Clustering Wikipedia part II#
It is now time to put your pipeline from the previous exercise to work!
You are given an array articles
of tf-idf word-frequencies
of some popular Wikipedia articles, and a list titles
of
their titles. Use your pipeline to cluster the Wikipedia articles.
A solution to the previous exercise has been pre-loaded for you, so a
Pipeline pipeline
chaining TruncatedSVD with KMeans is
available.
pandas
as pd
.
articles
.
titles
of article
titles by creating a DataFrame df
with labels
and titles
as columns. This has been done for you.
.sort_values()
method of df
to sort
the DataFrame by the ‘label’
column, and print the result.
# edited/added
from scipy.sparse import csc_matrix
documents = pd.read_csv('archive/Unsupervised-Learning-in-Python/datasets/wikipedia-vectors.csv', index_col=0)
titles = documents.columns
articles = csc_matrix(documents.values).T
# Import pandas
import pandas as pd
# Fit the pipeline to articles
pipeline.fit(articles)
# Calculate the cluster labels: labels
## Pipeline(steps=[('truncatedsvd', TruncatedSVD(n_components=50)),
## ('kmeans', KMeans(n_clusters=6))])
labels = pipeline.predict(articles)
# Create a DataFrame aligning labels and titles: df
df = pd.DataFrame({'label': labels, 'article': titles})

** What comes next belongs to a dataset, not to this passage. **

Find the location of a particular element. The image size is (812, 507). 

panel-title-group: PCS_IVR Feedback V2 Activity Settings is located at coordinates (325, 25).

# Display df sorted by cluster label
print(df.sort_values('label'))
## label article
## 19 0 2007 United Nations Climate Change Conference
## 18 0 2010 United Nations Climate Change Conference
## 17 0 Greenhouse gas emissions by the United States
## 16 0 350.org
## 15 0 Kyoto Protocol
## 14 0 Climate change
## 13 0 Connie Hedegaard
## 12 0 Nigel Lawson
## 11 0 Nationally Appropriate Mitigation Action
## 10 0 Global warming
## 58 1 Sepsis
## 59 1 Adam Levine
## 50 1 Chad Kroeger
## 51 1 Nate Ruess
## 52 1 The Wanted
## 53 1 Stevie Nicks
## 54 1 Arctic Monkeys
## 55 1 Black Sabbath
## 56 1 Skrillex
## 57 1 Red Hot Chili Peppers
## 40 2 Tonsillitis
## 41 2 Hepatitis B
## 42 2 Doxycycline
## 49 2 Lymphoma
## 43 2 Leukemia
## 45 2 Hepatitis C
## 46 2 Prednisone
## 47 2 Fever
## 48 2 Gabapentin
## 44 2 Gout
## 38 3 Neymar
## 30 3 France national football team
## 31 3 Cristiano Ronaldo
## 32 3 Arsenal F.C.
## 33 3 Radamel Falcao
## 34 3 Zlatan Ibrahimović
## 35 3 Colombia national football team
## 36 3 2014 FIFA World Cup qualification
## 37 3 Football
## 39 3 Franck Ribéry
## 29 4 Jennifer Aniston
## 27 4 Dakota Fanning
## 26 4 Mila Kunis
## 25 4 Russell Crowe
## 24 4 Jessica Biel
## 23 4 Catherine Zeta-Jones
## 22 4 Denzel Washington
## 21 4 Michael Fassbender
## 20 4 Angelina Jolie
## 28 4 Anne Hathaway
## 1 5 Alexa Internet
## 2 5 Internet Explorer
## 3 5 HTTP cookie
## 4 5 Google Search
## 8 5 Firefox
## 6 5 Hypertext Transfer Protocol
## 7 5 Social search
## 9 5 LinkedIn
## 5 5 Tumblr
## 0 5 HTTP 404
Fantastic! Take a look at the cluster labels and see if you can identify any patterns!